Wine is valued by its price, not its flavour.
Sentiment: NEGATIVE
Essentially, wines are fermented grape juice, so I'm trying to make the point that the wine world is about scores and marketing and kind of creating a scarce resource where they don't really exist.
Wine pricing is an art - like painting.
Very good wine was bought at ten pounds per pipe, the contract price; but the superior quality was fifteen pounds; and some of this was not much inferior to the best London Madeira.
I'm actually surprised how technical a lot of commercial wine production is. Things are done very much from an industrial chemistry point of view at certain price points, but that's not the impression you get with wine.
To buy very good wine nowadays requires only money. To serve it to your guests is a sign of fatigue.
Don't let anyone tell you what you ought to like... Some wines that some experts think are absolutely exquisite don't appeal to me at all.
In the wine world, crusaders would have wine consumers believe that the only wines of merit are something completely indefinable but which they call 'authentic' or 'natural.'
You can enjoy a $15 bottle of wine as much as you can enjoy a $100 bottle of wine.
Wine is something to enjoy. We get sick and tired of people who pick it apart and talk about its 'saucy nuances.'
For me, a $20 wine that drinks like a $40 wine in terms of complexity and interest is a value, while a $5 wine that is not very good is not a value at all in my opinion.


[What the exercise asks] All records below must be written out exactly, with the pictures excluded.

Text-to-region grounding data:
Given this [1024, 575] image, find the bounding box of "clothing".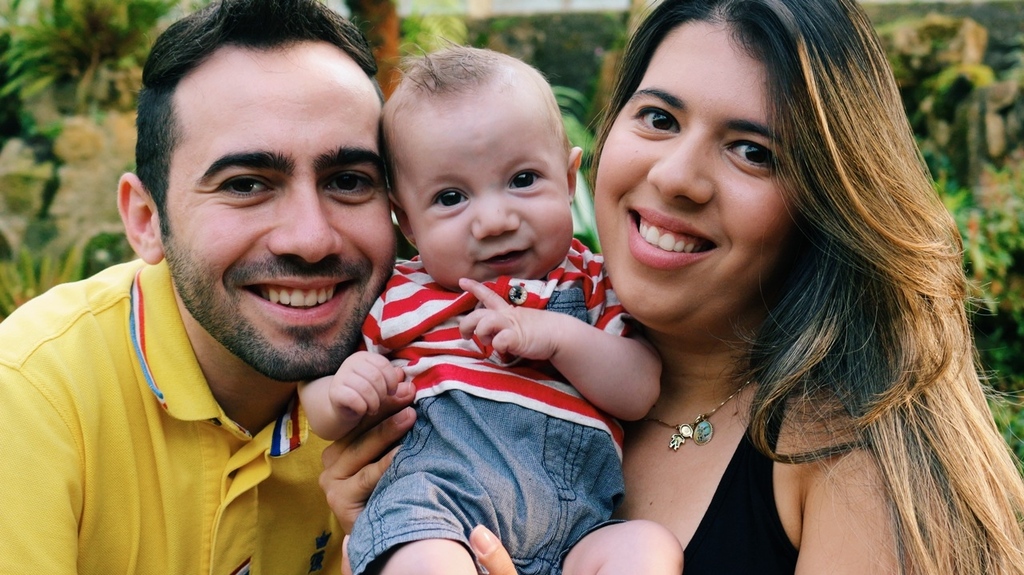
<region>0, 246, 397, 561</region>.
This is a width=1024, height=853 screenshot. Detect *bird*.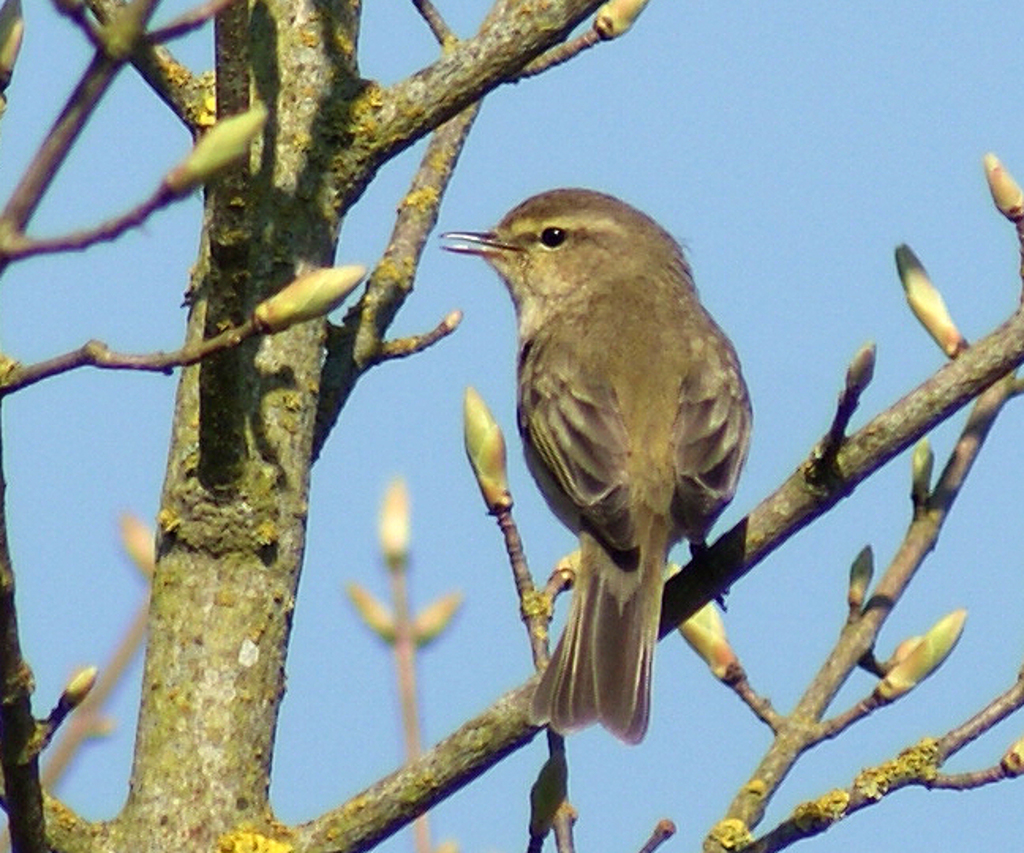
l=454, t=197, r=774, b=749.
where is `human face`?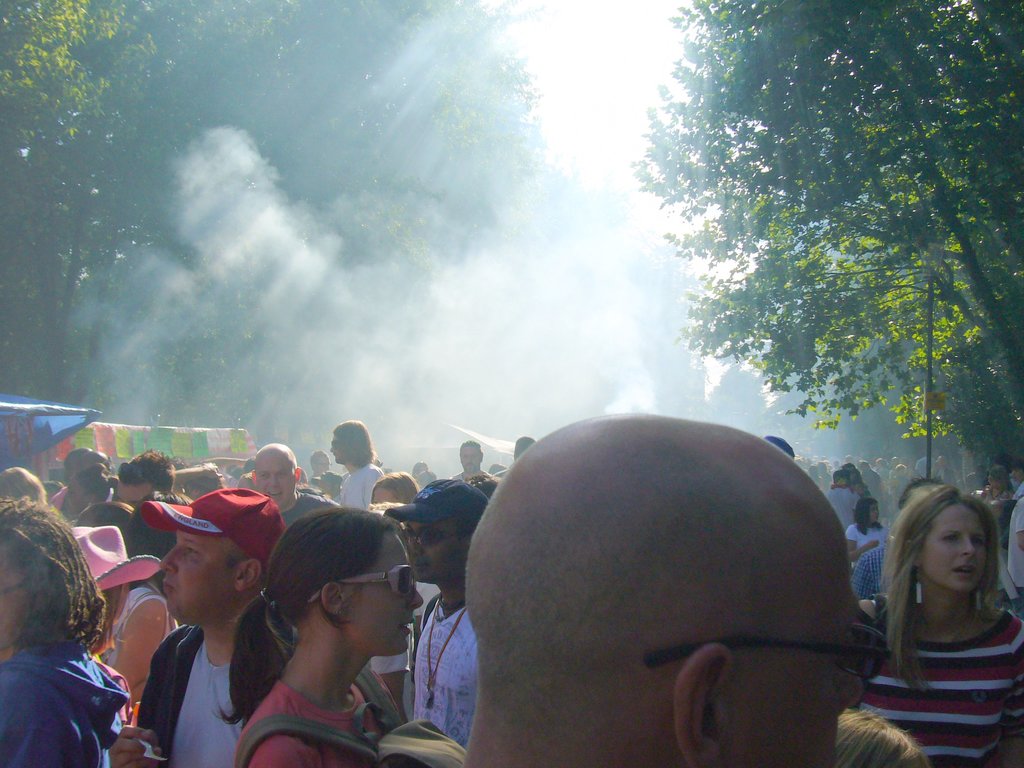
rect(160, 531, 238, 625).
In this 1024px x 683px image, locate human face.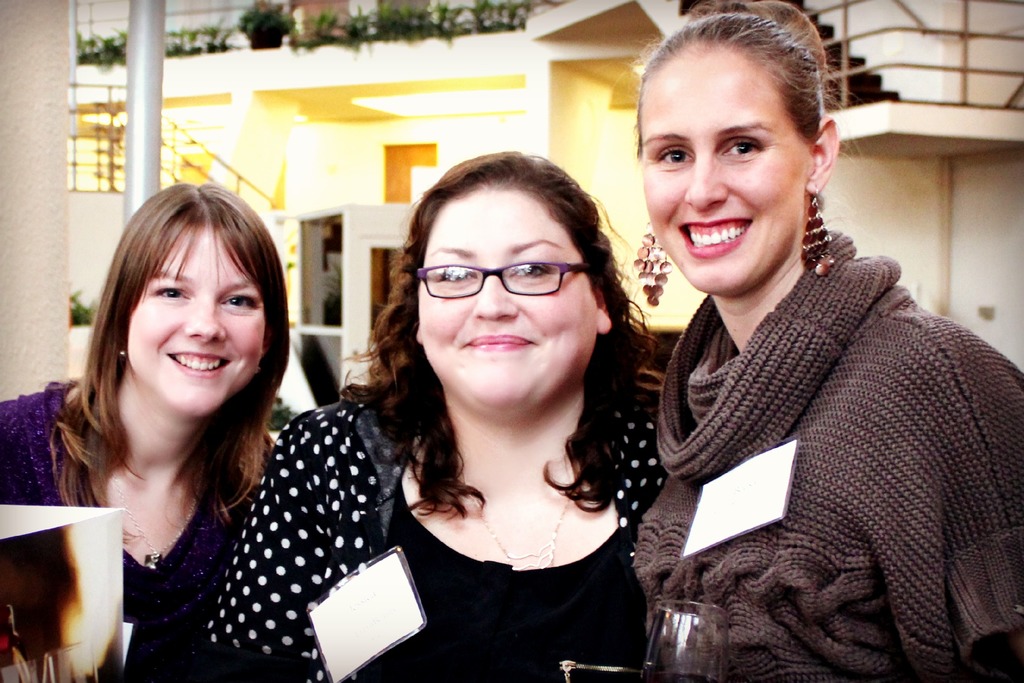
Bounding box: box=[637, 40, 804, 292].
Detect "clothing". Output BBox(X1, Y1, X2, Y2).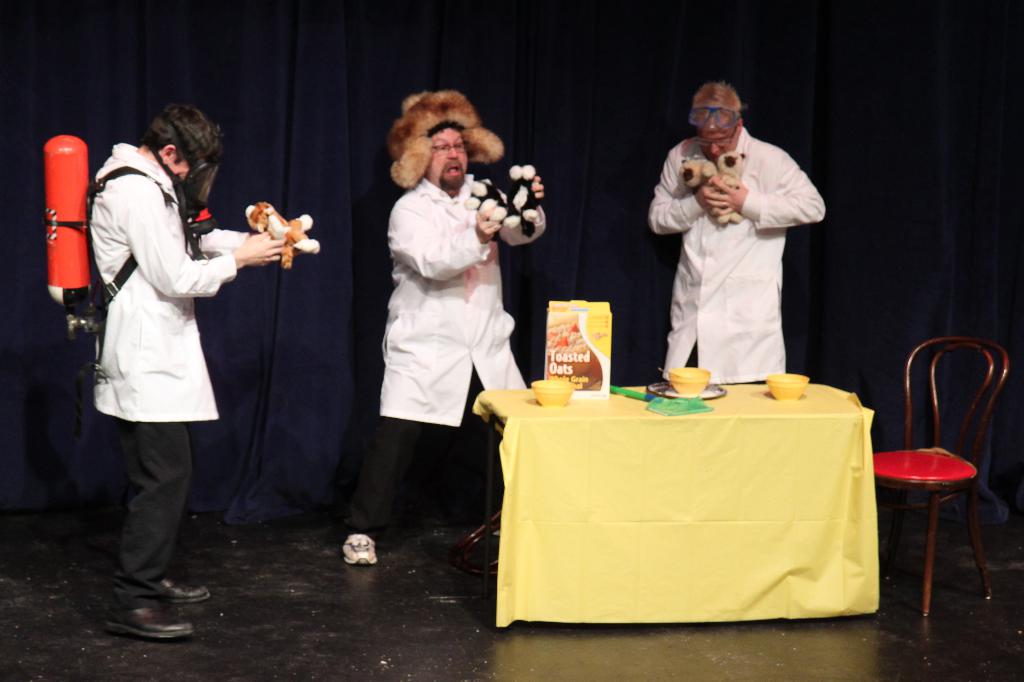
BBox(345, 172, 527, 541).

[Exercise answer]
Given this [1024, 575] image, find the bounding box of "clothing".
<region>0, 246, 397, 561</region>.
This is a width=1024, height=853 screenshot. Detect *bird*.
l=454, t=197, r=774, b=749.
where is `human face`?
rect(160, 531, 238, 625).
In this 1024px x 683px image, locate human face.
Bounding box: box=[637, 40, 804, 292].
Detect "clothing". Output BBox(X1, Y1, X2, Y2).
BBox(345, 172, 527, 541).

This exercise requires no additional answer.